He had now an appetite for kings. Counts, barons, princes even would not suit his palate, and as no monarch or scion of royalty had as yet applied for Sancie's hand it struck his humour that a tournament such as Aldobrandino proposed, well advertised in every court of Europe, might draw some king, or at least an adventurous princeling, to the lists, as indeed was proved by the sequel.

The queenly sisters of Sancie took up the project with great enthusiasm. Queen Eleanor, consort of Henry III. of England, was visiting her sister of France, and together they arranged every detail of the tournament, of which King Louis was to be the judge.

The hopes of Beatrice jumped also with this plan as one which would remove Sancie from her own path to true love, and of all the four daughters of Raymond, Sancie was the only one who looked upon the scheme with any dubiety.

But her older sisters, on their arrival at their father's capital city of Arles, reassured her, explaining that though there would be a great show of fair dealing yet they had plotted so cleverly that Sancie would take her own pick from this rich strawberry plot of lovers.

"It is my husband's privilege," expounded Queen Marguerite, "before ever the fighting begins, to bar out any knight as the procession files before him in the grand entrée of the lists. You shall sit beside him and indicate any whom you wish disallowed. Moreover, you can at any moment whisper in Louis's ear and he will throw every advantage possible in the way of your champion."

"Nevertheless," continued Queen Eleanor, "since it is possible that the knight you favour may be notoriously inept in arms, you shall have resource to another trial of skill—namely that of minstrelsy. Here (like my predecessor of the same name, Queen Eleanor of Aquitaine) I will be judge.

"From the knights who have previously taken part in the tournament you yourself shall winnow out a half dozen, and shall tell me secretly to which of these I am to award the prize. Now confess, can anything be fairer? Is there a possibility of your true love failing, if so be he but enter the contest?"

But Sancie hung her head. "I have no true love," she said, "I am absolutely heart-free."

"So much the better," cried the Queen of France, "and this shall be announced at the outset. The tournament also shall be delayed a week after the time set, to give you an opportunity to meet the contestants and to know your own mind."

But the Queen of England caught Sancie's cheeks between her two hands.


Could you output each record below exactly as it stands and leave the pictures out?

(Interface dataset entries)
------------------------------------------------------------------------
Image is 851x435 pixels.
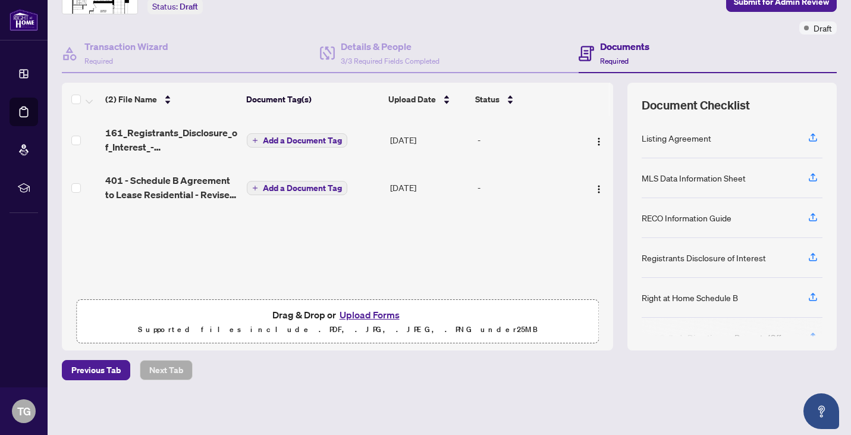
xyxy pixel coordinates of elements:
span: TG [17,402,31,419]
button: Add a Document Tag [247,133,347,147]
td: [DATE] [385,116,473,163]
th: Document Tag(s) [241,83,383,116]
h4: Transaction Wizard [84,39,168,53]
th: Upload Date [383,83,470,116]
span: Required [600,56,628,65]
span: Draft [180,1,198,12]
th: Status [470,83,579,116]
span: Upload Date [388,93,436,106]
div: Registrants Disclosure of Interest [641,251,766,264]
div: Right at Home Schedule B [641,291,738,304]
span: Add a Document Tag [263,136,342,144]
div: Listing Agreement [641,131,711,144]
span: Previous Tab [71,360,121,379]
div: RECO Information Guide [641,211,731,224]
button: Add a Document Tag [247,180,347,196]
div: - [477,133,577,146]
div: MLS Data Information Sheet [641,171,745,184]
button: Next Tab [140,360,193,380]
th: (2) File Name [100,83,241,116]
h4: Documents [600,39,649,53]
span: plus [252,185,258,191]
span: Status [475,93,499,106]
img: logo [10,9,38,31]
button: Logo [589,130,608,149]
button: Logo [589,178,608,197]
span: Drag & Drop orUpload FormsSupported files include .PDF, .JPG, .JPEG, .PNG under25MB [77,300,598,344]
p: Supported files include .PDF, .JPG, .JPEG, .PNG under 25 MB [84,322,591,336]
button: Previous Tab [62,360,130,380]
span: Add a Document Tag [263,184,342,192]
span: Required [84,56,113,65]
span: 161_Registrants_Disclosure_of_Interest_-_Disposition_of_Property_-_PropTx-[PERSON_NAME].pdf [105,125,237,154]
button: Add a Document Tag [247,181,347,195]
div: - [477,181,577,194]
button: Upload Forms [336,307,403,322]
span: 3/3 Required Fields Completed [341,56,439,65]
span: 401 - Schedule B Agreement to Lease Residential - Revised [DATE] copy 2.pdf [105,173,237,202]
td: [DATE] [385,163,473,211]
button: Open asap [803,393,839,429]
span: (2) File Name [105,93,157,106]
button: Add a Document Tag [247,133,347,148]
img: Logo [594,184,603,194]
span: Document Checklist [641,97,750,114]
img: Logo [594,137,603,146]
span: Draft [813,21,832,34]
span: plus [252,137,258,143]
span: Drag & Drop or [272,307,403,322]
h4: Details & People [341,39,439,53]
------------------------------------------------------------------------
* [Output of the task]:
Image is 851x435 pixels.
xyxy pixel coordinates of elements:
span: TG [17,402,31,419]
button: Add a Document Tag [247,133,347,147]
td: [DATE] [385,116,473,163]
th: Document Tag(s) [241,83,383,116]
h4: Transaction Wizard [84,39,168,53]
th: Upload Date [383,83,470,116]
span: Required [600,56,628,65]
span: Draft [180,1,198,12]
th: Status [470,83,579,116]
span: Upload Date [388,93,436,106]
div: Registrants Disclosure of Interest [641,251,766,264]
div: Right at Home Schedule B [641,291,738,304]
span: Add a Document Tag [263,136,342,144]
div: Listing Agreement [641,131,711,144]
span: Previous Tab [71,360,121,379]
div: RECO Information Guide [641,211,731,224]
button: Add a Document Tag [247,180,347,196]
div: - [477,133,577,146]
div: MLS Data Information Sheet [641,171,745,184]
button: Next Tab [140,360,193,380]
th: (2) File Name [100,83,241,116]
h4: Documents [600,39,649,53]
span: plus [252,185,258,191]
span: Status [475,93,499,106]
img: logo [10,9,38,31]
button: Logo [589,130,608,149]
button: Logo [589,178,608,197]
span: Drag & Drop orUpload FormsSupported files include .PDF, .JPG, .JPEG, .PNG under25MB [77,300,598,344]
p: Supported files include .PDF, .JPG, .JPEG, .PNG under 25 MB [84,322,591,336]
button: Previous Tab [62,360,130,380]
span: Add a Document Tag [263,184,342,192]
span: Required [84,56,113,65]
span: 161_Registrants_Disclosure_of_Interest_-_Disposition_of_Property_-_PropTx-[PERSON_NAME].pdf [105,125,237,154]
button: Add a Document Tag [247,181,347,195]
div: - [477,181,577,194]
button: Upload Forms [336,307,403,322]
span: 3/3 Required Fields Completed [341,56,439,65]
span: 401 - Schedule B Agreement to Lease Residential - Revised [DATE] copy 2.pdf [105,173,237,202]
td: [DATE] [385,163,473,211]
button: Open asap [803,393,839,429]
span: (2) File Name [105,93,157,106]
button: Add a Document Tag [247,133,347,148]
img: Logo [594,184,603,194]
span: Document Checklist [641,97,750,114]
img: Logo [594,137,603,146]
span: Draft [813,21,832,34]
span: plus [252,137,258,143]
span: Drag & Drop or [272,307,403,322]
h4: Details & People [341,39,439,53]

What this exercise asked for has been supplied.